About this task
Pull every line that includes the word "inch" from the data.

Dataset
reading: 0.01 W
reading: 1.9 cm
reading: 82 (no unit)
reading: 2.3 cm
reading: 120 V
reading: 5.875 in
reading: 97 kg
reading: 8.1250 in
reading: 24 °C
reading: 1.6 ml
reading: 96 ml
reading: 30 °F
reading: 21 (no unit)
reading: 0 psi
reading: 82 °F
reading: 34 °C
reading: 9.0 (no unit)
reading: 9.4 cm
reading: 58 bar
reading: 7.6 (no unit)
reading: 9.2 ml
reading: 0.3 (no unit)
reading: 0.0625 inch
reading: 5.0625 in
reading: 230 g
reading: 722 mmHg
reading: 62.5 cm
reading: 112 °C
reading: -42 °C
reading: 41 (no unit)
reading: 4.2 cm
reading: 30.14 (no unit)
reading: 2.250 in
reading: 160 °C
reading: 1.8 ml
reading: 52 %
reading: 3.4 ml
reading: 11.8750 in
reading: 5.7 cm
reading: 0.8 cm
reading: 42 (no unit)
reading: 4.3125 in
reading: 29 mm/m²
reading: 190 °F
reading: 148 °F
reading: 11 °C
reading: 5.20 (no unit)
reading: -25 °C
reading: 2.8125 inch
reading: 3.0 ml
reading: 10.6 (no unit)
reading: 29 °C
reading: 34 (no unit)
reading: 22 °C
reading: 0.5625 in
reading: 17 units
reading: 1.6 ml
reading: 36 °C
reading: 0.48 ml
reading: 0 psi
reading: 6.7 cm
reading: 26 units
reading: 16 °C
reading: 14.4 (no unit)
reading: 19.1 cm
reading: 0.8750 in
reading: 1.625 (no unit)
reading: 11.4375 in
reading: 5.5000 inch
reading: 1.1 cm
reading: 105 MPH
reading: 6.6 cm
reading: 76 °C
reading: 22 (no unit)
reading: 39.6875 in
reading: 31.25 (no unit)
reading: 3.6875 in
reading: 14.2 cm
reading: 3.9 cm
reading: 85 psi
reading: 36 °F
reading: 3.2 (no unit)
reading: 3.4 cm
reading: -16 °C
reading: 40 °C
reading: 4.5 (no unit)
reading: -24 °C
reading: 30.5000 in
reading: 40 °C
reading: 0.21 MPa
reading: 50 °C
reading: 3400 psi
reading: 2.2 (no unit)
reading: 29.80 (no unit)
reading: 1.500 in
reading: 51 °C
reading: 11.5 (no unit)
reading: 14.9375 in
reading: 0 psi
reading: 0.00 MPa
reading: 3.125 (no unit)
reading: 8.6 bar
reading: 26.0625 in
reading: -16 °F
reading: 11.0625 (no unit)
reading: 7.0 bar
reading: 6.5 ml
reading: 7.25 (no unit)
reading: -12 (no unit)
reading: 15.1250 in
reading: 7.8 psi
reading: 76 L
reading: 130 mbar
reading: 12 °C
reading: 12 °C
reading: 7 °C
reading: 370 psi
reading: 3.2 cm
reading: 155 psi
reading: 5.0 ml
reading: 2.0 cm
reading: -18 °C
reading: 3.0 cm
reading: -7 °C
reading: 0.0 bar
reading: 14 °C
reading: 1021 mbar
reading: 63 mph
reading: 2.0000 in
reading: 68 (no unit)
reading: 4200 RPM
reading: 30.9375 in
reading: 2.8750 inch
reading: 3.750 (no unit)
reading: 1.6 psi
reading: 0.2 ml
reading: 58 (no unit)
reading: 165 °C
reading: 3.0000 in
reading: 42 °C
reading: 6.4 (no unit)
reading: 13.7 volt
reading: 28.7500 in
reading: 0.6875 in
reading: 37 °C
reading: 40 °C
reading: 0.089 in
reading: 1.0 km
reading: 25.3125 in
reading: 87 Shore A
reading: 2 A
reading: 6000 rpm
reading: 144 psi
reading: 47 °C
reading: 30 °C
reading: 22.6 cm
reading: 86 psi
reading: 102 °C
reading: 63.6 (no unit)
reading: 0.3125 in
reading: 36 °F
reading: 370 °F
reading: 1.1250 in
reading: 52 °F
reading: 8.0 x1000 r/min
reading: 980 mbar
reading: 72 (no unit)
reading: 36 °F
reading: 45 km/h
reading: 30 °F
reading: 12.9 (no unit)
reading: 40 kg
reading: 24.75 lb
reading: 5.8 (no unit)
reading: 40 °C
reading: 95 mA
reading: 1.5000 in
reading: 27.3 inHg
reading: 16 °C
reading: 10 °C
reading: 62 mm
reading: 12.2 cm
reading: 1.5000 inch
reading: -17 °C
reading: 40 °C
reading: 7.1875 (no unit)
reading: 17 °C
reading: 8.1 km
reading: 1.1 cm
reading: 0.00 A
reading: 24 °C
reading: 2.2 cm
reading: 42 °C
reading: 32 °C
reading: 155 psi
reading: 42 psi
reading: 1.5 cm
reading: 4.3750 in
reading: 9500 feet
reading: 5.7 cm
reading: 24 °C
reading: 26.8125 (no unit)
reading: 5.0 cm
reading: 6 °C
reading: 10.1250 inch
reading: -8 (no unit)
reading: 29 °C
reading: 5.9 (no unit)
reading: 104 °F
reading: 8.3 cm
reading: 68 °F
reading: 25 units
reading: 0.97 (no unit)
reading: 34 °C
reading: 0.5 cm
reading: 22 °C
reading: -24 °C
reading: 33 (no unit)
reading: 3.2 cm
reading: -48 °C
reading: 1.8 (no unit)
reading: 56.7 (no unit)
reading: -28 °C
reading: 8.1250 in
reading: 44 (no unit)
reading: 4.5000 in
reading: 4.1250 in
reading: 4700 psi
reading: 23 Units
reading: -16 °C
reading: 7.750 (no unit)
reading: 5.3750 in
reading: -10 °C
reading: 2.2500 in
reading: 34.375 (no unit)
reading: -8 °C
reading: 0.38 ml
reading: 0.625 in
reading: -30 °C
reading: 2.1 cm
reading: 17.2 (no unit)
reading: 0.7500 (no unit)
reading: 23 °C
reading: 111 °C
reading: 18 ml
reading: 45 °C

The answer
reading: 0.0625 inch
reading: 2.8125 inch
reading: 5.5000 inch
reading: 2.8750 inch
reading: 1.5000 inch
reading: 10.1250 inch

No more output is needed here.